For a moment she stared at the two of us in a stony silence. Then her face twitched as if with pain, the perplexed and anxious look appeared in her eyes, and her mouth relaxed.

"Wall, he's ugly enough to be named Satan," she said, "but I reckon if you want to you may put him in a box in the back yard. Give him that cold sheep's liver in the safe and then you come straight in and comb yo' head. It looks for all the world like a tousled straw stack."

All the afternoon I sat in our little sitting-room, and faithful to my promise, shammed sickness, while Samuel lay in his box in the back yard and howled.

"I'll have that dog taken up the first thing in the mornin'," declared my mother furiously, as she cleared the supper table.

"I reckon he's lonely out thar, Susan," urged my father, observing my trembling mouth, and eager, as usual, to put a pacific face on the moment.

"Lonely, indeed! I'm lonely in here, but I don't set up a howlin'. Thar're mighty few folks, be they dogs or humans, that get all the company they want in life."

Once I crept out into the darkness, and hugging Samuel around his dirty stomach besought him, with tears, to endure his lot in silence; but though he licked my face rapturously at the time, I had no sooner entered the house than his voice was lifted anew.

"To think of po' Mrs. Cudlip havin' to mourn in all that noise," commented my mother, as I undressed and got into my trundle-bed.

My pillow was quite moist before I went to sleep, while my mother's loud threats against Samuel sounded from the other side of the room with each separate garment that she laid on the chair at the foot of her bed. In sheer desperation at last I pulled the cover over my ears in an effort to shut out her thin, querulous tones. At the instant I felt that I was wicked enough to wish that I had been born without any mother, and I asked myself how she would like it if I raised as great a fuss about baby Jessy's crying as she did about Samuel's – who didn't make one-half the noise.

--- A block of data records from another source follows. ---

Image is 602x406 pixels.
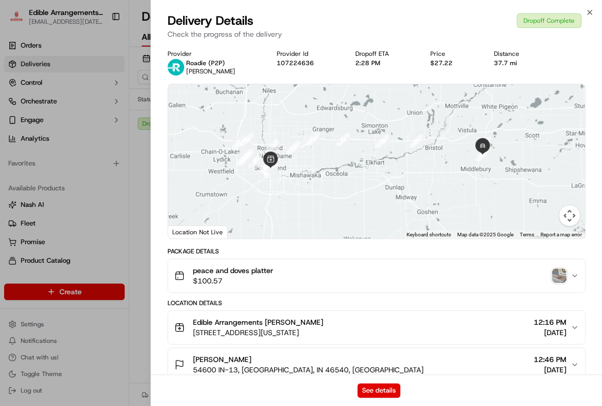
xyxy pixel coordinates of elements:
img: Google [171,225,205,238]
div: Past conversations [10,134,69,143]
button: [PERSON_NAME]54600 IN-13, [GEOGRAPHIC_DATA], IN 46540, [GEOGRAPHIC_DATA]12:46 PM[DATE] [168,348,585,381]
div: Start new chat [47,99,170,109]
span: Delivery Details [167,12,253,29]
img: Wisdom Oko [10,150,27,171]
img: 1736555255976-a54dd68f-1ca7-489b-9aae-adbdc363a1c4 [21,161,29,169]
button: See all [160,132,188,145]
img: 1736555255976-a54dd68f-1ca7-489b-9aae-adbdc363a1c4 [10,99,29,117]
span: Edible Arrangements [PERSON_NAME] [193,317,323,327]
span: 12:16 PM [534,317,566,327]
img: roadie-logo-v2.jpg [167,59,184,75]
div: 14 [266,139,279,153]
span: • [112,160,116,169]
div: 15 [286,141,300,155]
div: Location Not Live [168,225,227,238]
span: 54600 IN-13, [GEOGRAPHIC_DATA], IN 46540, [GEOGRAPHIC_DATA] [193,364,423,375]
span: [PERSON_NAME] [193,354,251,364]
a: 💻API Documentation [83,199,170,218]
div: 8 [248,154,262,167]
span: 12:46 PM [534,354,566,364]
div: 20 [477,137,491,150]
img: photo_proof_of_delivery image [552,268,566,283]
a: Terms (opens in new tab) [520,232,534,237]
span: [PERSON_NAME] [186,67,235,75]
span: Pylon [103,228,125,236]
p: Check the progress of the delivery [167,29,585,39]
p: Roadie (P2P) [186,59,235,67]
span: [DATE] [534,327,566,338]
button: Keyboard shortcuts [406,231,451,238]
div: Dropoff ETA [355,50,414,58]
span: peace and doves platter [193,265,273,276]
div: 12 [232,136,246,149]
div: 13 [240,133,253,146]
span: $100.57 [193,276,273,286]
div: 19 [409,134,423,148]
a: Report a map error [540,232,582,237]
div: 2:28 PM [355,59,414,67]
button: See details [357,383,400,398]
div: Price [430,50,477,58]
div: 10 [239,149,253,162]
div: 17 [336,133,349,146]
div: 11 [237,152,250,165]
input: Got a question? Start typing here... [27,67,186,78]
button: 107224636 [277,59,314,67]
button: Map camera controls [559,205,580,226]
div: We're available if you need us! [47,109,142,117]
div: Package Details [167,247,585,255]
button: Start new chat [176,102,188,114]
div: Provider Id [277,50,339,58]
p: Welcome 👋 [10,41,188,58]
span: API Documentation [98,203,166,214]
div: 📗 [10,204,19,212]
div: Location Details [167,299,585,307]
a: 📗Knowledge Base [6,199,83,218]
span: [DATE] [118,160,139,169]
span: Map data ©2025 Google [457,232,513,237]
div: Distance [494,50,544,58]
div: $27.22 [430,59,477,67]
div: Provider [167,50,260,58]
img: 8571987876998_91fb9ceb93ad5c398215_72.jpg [22,99,40,117]
div: 18 [375,134,389,148]
div: 37.7 mi [494,59,544,67]
span: [DATE] [534,364,566,375]
span: Knowledge Base [21,203,79,214]
div: 21 [475,148,489,161]
span: [STREET_ADDRESS][US_STATE] [193,327,323,338]
button: Edible Arrangements [PERSON_NAME][STREET_ADDRESS][US_STATE]12:16 PM[DATE] [168,311,585,344]
div: 16 [306,132,319,146]
button: peace and doves platter$100.57photo_proof_of_delivery image [168,259,585,292]
img: Nash [10,10,31,31]
span: Wisdom [PERSON_NAME] [32,160,110,169]
a: Open this area in Google Maps (opens a new window) [171,225,205,238]
div: 💻 [87,204,96,212]
a: Powered byPylon [73,228,125,236]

Here the light went out, and I fell asleep, to awaken an hour or two later because of the candle flash in my eyes. In the centre of the room my mother was standing in her grey dressing-gown, with a shawl over her head and the rapturously wriggling body of Samuel in her arms. Too amazed to utter an exclamation, I watched her silently while she made a bed with an old flannel petticoat before the waning fire. Then I saw her bend over and pat the head of the puppy with her knotted hand before she crept noiselessly back to bed.

At this day I see her figure as distinctly as I saw it that instant by the candle flame – her soiled grey wrapper clutched over her flat bosom; her sallow, sharp-featured face, with bluish hollows in the temples over which her sparse hair strayed in locks; her thin, stooping shoulders under the knitted shawl; her sad, flint-coloured eyes, holding always that anxious look as if she were trying to remember some important thing which she had half forgotten.

So she appeared to my startled gaze for a single minute. Then the light went out, she faded into the darkness, and I fell asleep.

CHAPTER IV

IN WHICH I PLAY IN THE ENCHANTED GARDEN

For the next two years, when my mother sent me on errands to McKenney's grocery store, or for a pitcher of milk to old Mrs. Triffit's, who kept a fascinating green parrot hanging under an arbour of musk cluster roses, it was my habit to run five or six blocks out of my way, and measure my growing height against the wall of the enchanted garden. On the worn bricks, unless they have crumbled away, there may still be seen the scratches from my penknife, by which I tried to persuade myself that each rapidly passing week marked a visible increase in my stature. Though I was a big boy for my age, the top of my straw-coloured hair reached barely halfway up the spiked wall; and standing on my tiptoes my hands still came far below the grim iron teeth at the top. Yet I continued to measure myself, week by week, against the barrier, until at last the zigzag scratches from my knife began to cover the bricks.

It was on a warm morning in spring during my ninth year, that, while I stood vigorously scraping the wall over my head, I heard a voice speaking in indignant tones at my back.